Events from July 12, 2022 – January 20, 2024 – The BAR – Brothers Also Read https://dev.brothersalsoread.com The BAR – Brothers Also Read is a fraternal literary organization whose purpose is to support the intellectual growth and development of our members, mentor young men into adulthood, and transform the conversations in our communities into action that produces positive social change. Wed, 12 Nov 2025 04:35:36 +0000 en-US hourly 1 https://wordpress.org/?v=6.9 https://dev.brothersalsoread.com/wp-content/uploads/2022/03/TheBAR_Favicon512px-150x150.png Events from July 12, 2022 – January 20, 2024 – The BAR – Brothers Also Read https://dev.brothersalsoread.com 32 32 The BAR Virtual Meeting – 12/18/25 https://dev.brothersalsoread.com/event/the-bar-virtual-meeting-12-18-25/ Thu, 18 Dec 2025 16:00:00 +0000 https://dev.brothersalsoread.com/?post_type=tribe_events&p=8317 Published during a literary era marked by the ascendance of black writers such as Richard Wright, Ralph Ellison, James Baldwin, and Alex Haley, this thinly fictionalized account of Claude Brown’s childhood as a hardened, streetwise criminal trying to survive the toughest streets of Harlem has been heralded as the definitive account of everyday life for the first generation of African Americans raised in the Northern ghettos of the 1940s and 1950s.

When the book was first published in 1965, it was praised for its realistic portrayal of Harlem—the children, young people, hardworking parents; the hustlers, drug dealers, prostitutes, and numbers runners; the police; the violence, sex, and humor.

The book continues to resonate generations later, not only because of its fierce and dignified anger, not only because the struggles of urban youth are as deeply felt today as they were in Brown’s time, but also because of its inspiring message. Now with an introduction by Nathan McCall, here is the story about the one who “made it,” the boy who kept landing on his feet and grew up to become a man.

With millions of copies in print, Manchild in the Promised Land is one of the most remarkable autobiographies of our time—the definitive account of African-American youth in Harlem of the 1940s and 1950s, and a seminal work of modern literature.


* **Work request**
Leave every picture out, and give again exactly the lines from the one containing "The image size" through the end of the listing.

* **Listed entries**
═══

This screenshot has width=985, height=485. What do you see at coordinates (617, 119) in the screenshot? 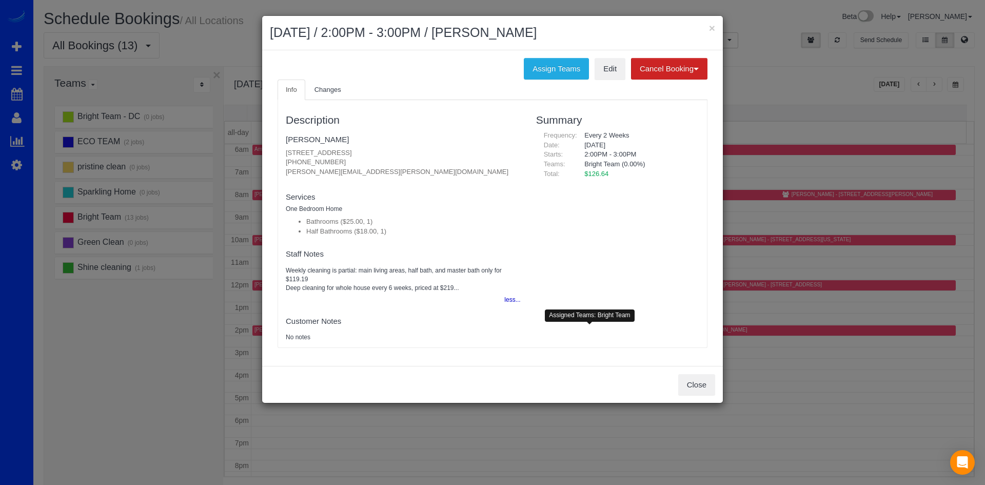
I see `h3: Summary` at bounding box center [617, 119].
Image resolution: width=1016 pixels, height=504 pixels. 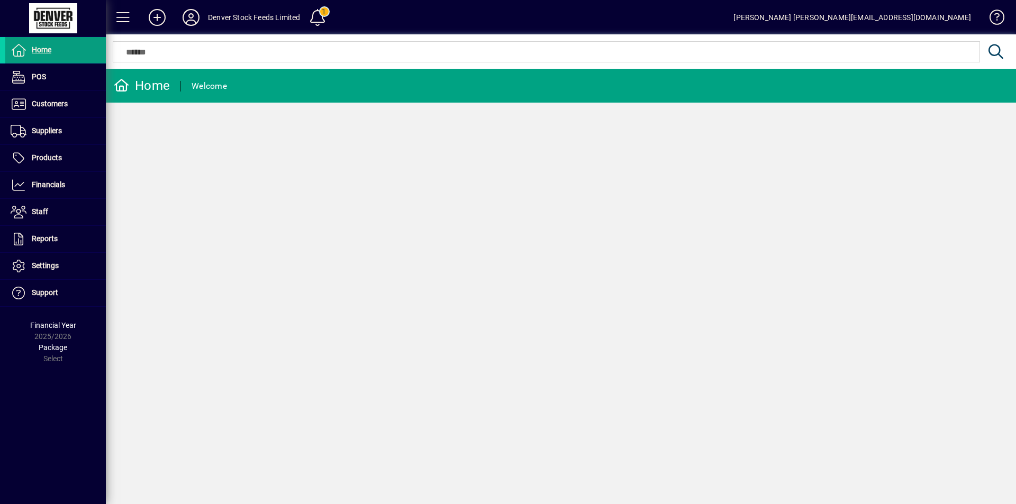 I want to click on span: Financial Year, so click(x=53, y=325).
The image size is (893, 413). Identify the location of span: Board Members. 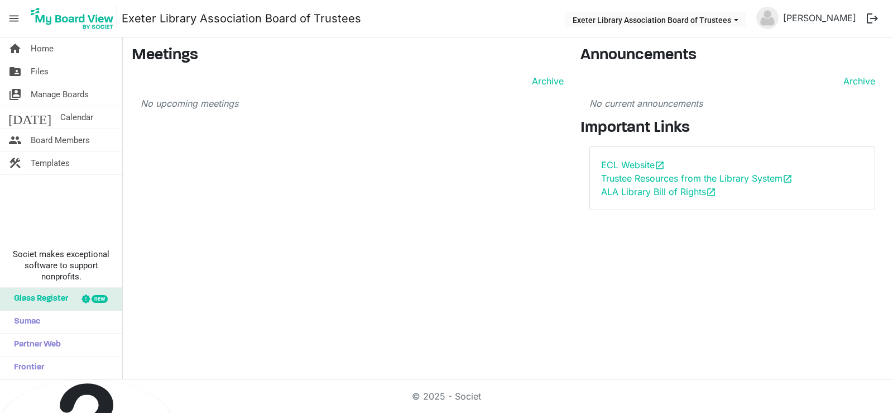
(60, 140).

═══

* **Exercise output**
The image size is (893, 413). Identify the location of span: Board Members. 
(60, 140).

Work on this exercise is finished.